The majority of the indicators listed as “critical” in the Social Scoreboard, which supports the social pillar, point to decreased disposable household income, an increase in the risk of child poverty and exclusion, a slow decline in poverty thanks to social security systems, and a high rate of early school and training dropouts. This demonstrates how recent crises have increased inequality and posed problems for welfare governments.


The social situation has steadily improved since 2017 in the unweighted average of the member states, despite the severe economic crisis caused by the pandemic, according to a comparison between the values published in the Social Scoreboard five years later and those announced in November 2017 when the social pillar was first introduced. On the other hand, only six nations have really seen their specific indices improve in comparison to the EU average. Europe’s social progress has halted.


Where the social pillar is supplemented with complementary, financially backed actions, it seems to have the greatest impact. These include the allocation of additional financial resources for social investments and reforms under the scope of NGEU or the short-term work instrument SURE.


 The EU should maintain SURE’s effectiveness as a quick, economical, and social tool to support short-term job arrangements in the near future. By keeping it prepared, a crucial response mechanism for next severe economic crises would be established, and its impact might be further amplified by developing into an automated stabiliser in the form of a European unemployment reinsurance plan.


The member states have been able to make some constructive progress thanks to the NGEU package. A follow-on fund or a special security might be agreed upon in the next Multiannual Financial Framework to finance social investments for particular political objectives in Europe that can be accomplished by consensus (such as social support for the twin transition).

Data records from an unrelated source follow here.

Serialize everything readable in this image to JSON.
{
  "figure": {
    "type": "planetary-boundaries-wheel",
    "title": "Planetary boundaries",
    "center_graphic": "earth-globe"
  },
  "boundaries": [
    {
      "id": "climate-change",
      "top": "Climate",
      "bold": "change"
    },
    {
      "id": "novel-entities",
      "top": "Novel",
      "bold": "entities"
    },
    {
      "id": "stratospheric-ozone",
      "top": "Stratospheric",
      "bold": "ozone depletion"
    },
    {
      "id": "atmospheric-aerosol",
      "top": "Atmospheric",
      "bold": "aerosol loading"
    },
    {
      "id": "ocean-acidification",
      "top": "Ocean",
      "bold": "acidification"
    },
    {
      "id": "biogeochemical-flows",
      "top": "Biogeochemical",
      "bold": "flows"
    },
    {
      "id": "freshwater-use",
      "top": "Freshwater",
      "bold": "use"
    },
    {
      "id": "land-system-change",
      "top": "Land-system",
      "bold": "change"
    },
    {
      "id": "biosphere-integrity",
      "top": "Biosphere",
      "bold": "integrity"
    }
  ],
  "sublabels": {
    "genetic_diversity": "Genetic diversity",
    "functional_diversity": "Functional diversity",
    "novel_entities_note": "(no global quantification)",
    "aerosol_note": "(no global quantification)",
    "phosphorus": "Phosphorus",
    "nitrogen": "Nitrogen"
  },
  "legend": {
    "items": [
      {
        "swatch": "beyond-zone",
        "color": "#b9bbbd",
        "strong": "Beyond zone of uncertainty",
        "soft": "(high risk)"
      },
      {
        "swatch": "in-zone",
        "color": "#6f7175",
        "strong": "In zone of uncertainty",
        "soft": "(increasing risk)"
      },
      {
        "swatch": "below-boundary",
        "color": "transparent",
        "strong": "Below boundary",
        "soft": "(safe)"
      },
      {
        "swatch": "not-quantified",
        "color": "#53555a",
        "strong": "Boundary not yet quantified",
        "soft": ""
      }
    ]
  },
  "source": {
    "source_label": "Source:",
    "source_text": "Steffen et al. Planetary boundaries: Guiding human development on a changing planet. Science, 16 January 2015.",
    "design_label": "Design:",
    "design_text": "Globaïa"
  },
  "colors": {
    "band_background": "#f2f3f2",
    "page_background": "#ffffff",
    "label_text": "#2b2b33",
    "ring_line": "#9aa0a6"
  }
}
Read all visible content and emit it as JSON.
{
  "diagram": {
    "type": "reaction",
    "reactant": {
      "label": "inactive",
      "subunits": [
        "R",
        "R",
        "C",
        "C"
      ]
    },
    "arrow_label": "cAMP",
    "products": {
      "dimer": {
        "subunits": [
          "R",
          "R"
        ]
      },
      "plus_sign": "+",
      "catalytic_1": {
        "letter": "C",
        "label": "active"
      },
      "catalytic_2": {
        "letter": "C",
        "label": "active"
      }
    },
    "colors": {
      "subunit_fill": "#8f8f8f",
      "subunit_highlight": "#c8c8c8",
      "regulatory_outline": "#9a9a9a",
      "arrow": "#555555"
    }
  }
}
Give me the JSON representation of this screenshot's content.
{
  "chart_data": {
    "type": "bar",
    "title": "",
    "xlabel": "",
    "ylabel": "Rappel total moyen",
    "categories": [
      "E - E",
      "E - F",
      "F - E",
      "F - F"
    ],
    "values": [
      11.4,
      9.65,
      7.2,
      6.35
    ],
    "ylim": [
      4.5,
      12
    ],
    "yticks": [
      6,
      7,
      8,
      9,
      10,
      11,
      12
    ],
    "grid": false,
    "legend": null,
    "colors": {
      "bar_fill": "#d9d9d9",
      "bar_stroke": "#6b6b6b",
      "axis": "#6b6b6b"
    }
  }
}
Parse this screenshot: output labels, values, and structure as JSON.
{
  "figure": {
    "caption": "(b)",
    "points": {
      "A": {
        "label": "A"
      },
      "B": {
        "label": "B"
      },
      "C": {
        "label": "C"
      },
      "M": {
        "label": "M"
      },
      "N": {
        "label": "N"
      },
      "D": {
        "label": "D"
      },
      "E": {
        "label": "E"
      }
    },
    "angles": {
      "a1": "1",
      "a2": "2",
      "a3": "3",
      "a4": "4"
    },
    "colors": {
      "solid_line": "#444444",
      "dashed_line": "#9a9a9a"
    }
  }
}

 A convincing alternative to supranational programs is to reduce the budgetary restrictions on member states during the crisis, as demonstrated with the temporary suspension of the Stability and Growth Pact. Such financial leeway in the Member States should be taken into account when the Stability and Growth Pact is adapted as part of the reform of economic policy governance. Investments in the future as well as the focus on prosperity must be given sufficient consideration, for example via the so-called Golden Rule .


The Member States should agree on additional social goals, continuing the precedent set by the Social Pillar Action Plan. The idea of a social convergence instrument, which has recently been discussed in Brussels and is being promoted by the Council Presidency of Spain and Belgium, could stimulate the current, frequently insufficient engagement of national parliaments with the social problems and challenges of their own country in comparison to other European countries. 

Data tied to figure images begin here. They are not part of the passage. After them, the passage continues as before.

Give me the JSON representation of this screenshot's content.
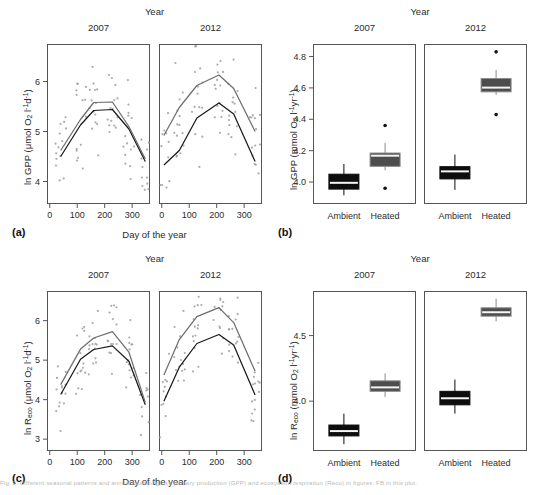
{
  "figure": {
    "caption": "Fig. 2. Different seasonal patterns and annual rates of gross primary production (GPP) and ecosystem respiration (Reco) in figures: FB in this plot.",
    "strip_title": "Year",
    "years": [
      "2007",
      "2012"
    ],
    "treatments": [
      "Ambient",
      "Heated"
    ]
  },
  "panels": [
    {
      "letter": "(a)",
      "xlabel": "Day of the year",
      "ylabel_html": "ln GPP (&mu;mol O<sub>2</sub> l<sup>-1</sup>d<sup>-1</sup>)",
      "xticks": [
        0,
        100,
        200,
        300
      ],
      "yticks": [
        4,
        5,
        6
      ]
    },
    {
      "letter": "(b)",
      "xlabel": "",
      "ylabel_html": "ln GPP (mmol O<sub>2</sub> l<sup>-1</sup>yr<sup>-1</sup>)",
      "xticks": [
        "Ambient",
        "Heated",
        "Ambient",
        "Heated"
      ],
      "yticks": [
        4.0,
        4.2,
        4.4,
        4.6,
        4.8
      ]
    },
    {
      "letter": "(c)",
      "xlabel": "Day of the year",
      "ylabel_html": "ln R<sub>eco</sub> (&mu;mol O<sub>2</sub> l<sup>-1</sup>d<sup>-1</sup>)",
      "xticks": [
        0,
        100,
        200,
        300
      ],
      "yticks": [
        3,
        4,
        5,
        6
      ]
    },
    {
      "letter": "(d)",
      "xlabel": "",
      "ylabel_html": "ln R<sub>eco</sub> (mmol O<sub>2</sub> l<sup>-1</sup>yr<sup>-1</sup>)",
      "xticks": [
        "Ambient",
        "Heated",
        "Ambient",
        "Heated"
      ],
      "yticks": [
        4.0,
        4.5
      ]
    }
  ],
  "chart_data": [
    {
      "panel": "a",
      "type": "line",
      "title": "ln GPP seasonal",
      "xlabel": "Day of the year",
      "ylabel": "ln GPP (umol O2 l-1 d-1)",
      "xlim": [
        -10,
        365
      ],
      "ylim": [
        3.55,
        6.75
      ],
      "facets": [
        "2007",
        "2012"
      ],
      "series": [
        {
          "name": "Ambient 2007",
          "color": "#1a1a1a",
          "facet": "2007",
          "x": [
            40,
            112,
            160,
            228,
            288,
            348
          ],
          "y": [
            4.5,
            5.13,
            5.42,
            5.44,
            5.05,
            4.4
          ]
        },
        {
          "name": "Heated 2007",
          "color": "#6e6e6e",
          "facet": "2007",
          "x": [
            40,
            112,
            160,
            228,
            288,
            348
          ],
          "y": [
            4.62,
            5.24,
            5.58,
            5.59,
            5.1,
            4.45
          ]
        },
        {
          "name": "Ambient 2012",
          "color": "#1a1a1a",
          "facet": "2012",
          "x": [
            8,
            64,
            128,
            208,
            262,
            340
          ],
          "y": [
            4.33,
            4.62,
            5.27,
            5.57,
            5.35,
            4.4
          ]
        },
        {
          "name": "Heated 2012",
          "color": "#6e6e6e",
          "facet": "2012",
          "x": [
            8,
            64,
            128,
            208,
            262,
            340
          ],
          "y": [
            4.92,
            5.48,
            5.92,
            6.13,
            5.86,
            5.0
          ]
        }
      ],
      "scatter_note": "grey jittered observation points around each sampling date"
    },
    {
      "panel": "b",
      "type": "boxplot",
      "title": "ln GPP annual",
      "ylabel": "ln GPP (mmol O2 l-1 yr-1)",
      "ylim": [
        3.86,
        4.88
      ],
      "yticks": [
        4.0,
        4.2,
        4.4,
        4.6,
        4.8
      ],
      "boxes": [
        {
          "facet": "2007",
          "group": "Ambient",
          "fill": "#0d0d0d",
          "lower_whisker": 3.915,
          "q1": 3.955,
          "median": 3.995,
          "q3": 4.05,
          "upper_whisker": 4.115,
          "outliers": []
        },
        {
          "facet": "2007",
          "group": "Heated",
          "fill": "#4d4d4d",
          "lower_whisker": 4.075,
          "q1": 4.1,
          "median": 4.168,
          "q3": 4.185,
          "upper_whisker": 4.25,
          "outliers": [
            4.36,
            3.96
          ]
        },
        {
          "facet": "2012",
          "group": "Ambient",
          "fill": "#0d0d0d",
          "lower_whisker": 3.95,
          "q1": 4.02,
          "median": 4.068,
          "q3": 4.098,
          "upper_whisker": 4.175,
          "outliers": []
        },
        {
          "facet": "2012",
          "group": "Heated",
          "fill": "#4d4d4d",
          "lower_whisker": 4.555,
          "q1": 4.575,
          "median": 4.602,
          "q3": 4.66,
          "upper_whisker": 4.715,
          "outliers": [
            4.83,
            4.43
          ]
        }
      ]
    },
    {
      "panel": "c",
      "type": "line",
      "title": "ln Reco seasonal",
      "xlabel": "Day of the year",
      "ylabel": "ln Reco (umol O2 l-1 d-1)",
      "xlim": [
        -10,
        365
      ],
      "ylim": [
        2.7,
        6.75
      ],
      "facets": [
        "2007",
        "2012"
      ],
      "series": [
        {
          "name": "Ambient 2007",
          "color": "#1a1a1a",
          "facet": "2007",
          "x": [
            40,
            112,
            160,
            228,
            288,
            348
          ],
          "y": [
            4.13,
            5.02,
            5.27,
            5.36,
            4.97,
            3.87
          ]
        },
        {
          "name": "Heated 2007",
          "color": "#6e6e6e",
          "facet": "2007",
          "x": [
            40,
            112,
            160,
            228,
            288,
            348
          ],
          "y": [
            4.38,
            5.28,
            5.56,
            5.72,
            5.2,
            3.93
          ]
        },
        {
          "name": "Ambient 2012",
          "color": "#1a1a1a",
          "facet": "2012",
          "x": [
            8,
            64,
            128,
            208,
            262,
            340
          ],
          "y": [
            3.96,
            4.82,
            5.42,
            5.65,
            5.38,
            4.12
          ]
        },
        {
          "name": "Heated 2012",
          "color": "#6e6e6e",
          "facet": "2012",
          "x": [
            8,
            64,
            128,
            208,
            262,
            340
          ],
          "y": [
            4.62,
            5.52,
            6.1,
            6.33,
            5.95,
            4.72
          ]
        }
      ],
      "scatter_note": "grey jittered observation points around each sampling date"
    },
    {
      "panel": "d",
      "type": "boxplot",
      "title": "ln Reco annual",
      "ylabel": "ln Reco (mmol O2 l-1 yr-1)",
      "ylim": [
        3.62,
        4.84
      ],
      "yticks": [
        4.0,
        4.5
      ],
      "boxes": [
        {
          "facet": "2007",
          "group": "Ambient",
          "fill": "#0d0d0d",
          "lower_whisker": 3.672,
          "q1": 3.735,
          "median": 3.772,
          "q3": 3.818,
          "upper_whisker": 3.905,
          "outliers": []
        },
        {
          "facet": "2007",
          "group": "Heated",
          "fill": "#4d4d4d",
          "lower_whisker": 4.032,
          "q1": 4.075,
          "median": 4.105,
          "q3": 4.155,
          "upper_whisker": 4.212,
          "outliers": []
        },
        {
          "facet": "2012",
          "group": "Ambient",
          "fill": "#0d0d0d",
          "lower_whisker": 3.905,
          "q1": 3.972,
          "median": 4.022,
          "q3": 4.075,
          "upper_whisker": 4.165,
          "outliers": []
        },
        {
          "facet": "2012",
          "group": "Heated",
          "fill": "#4d4d4d",
          "lower_whisker": 4.608,
          "q1": 4.648,
          "median": 4.678,
          "q3": 4.712,
          "upper_whisker": 4.782,
          "outliers": []
        }
      ]
    }
  ]
}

The new instrument would improve the EU’s social monitoring by analyzing deviations from average values ​​more intensively and triggering an early warning mechanism. The similarity to budgetary and macroeconomic surveillance in the Eurozone is deliberate. It at least promises more attention to social issues, as has already been discussed with regard to the related idea of ​​a social stability pact.
The author Dr. Björn Hacker is a Professor of European Economic Policy at the Berlin University of Applied Sciences (HTW).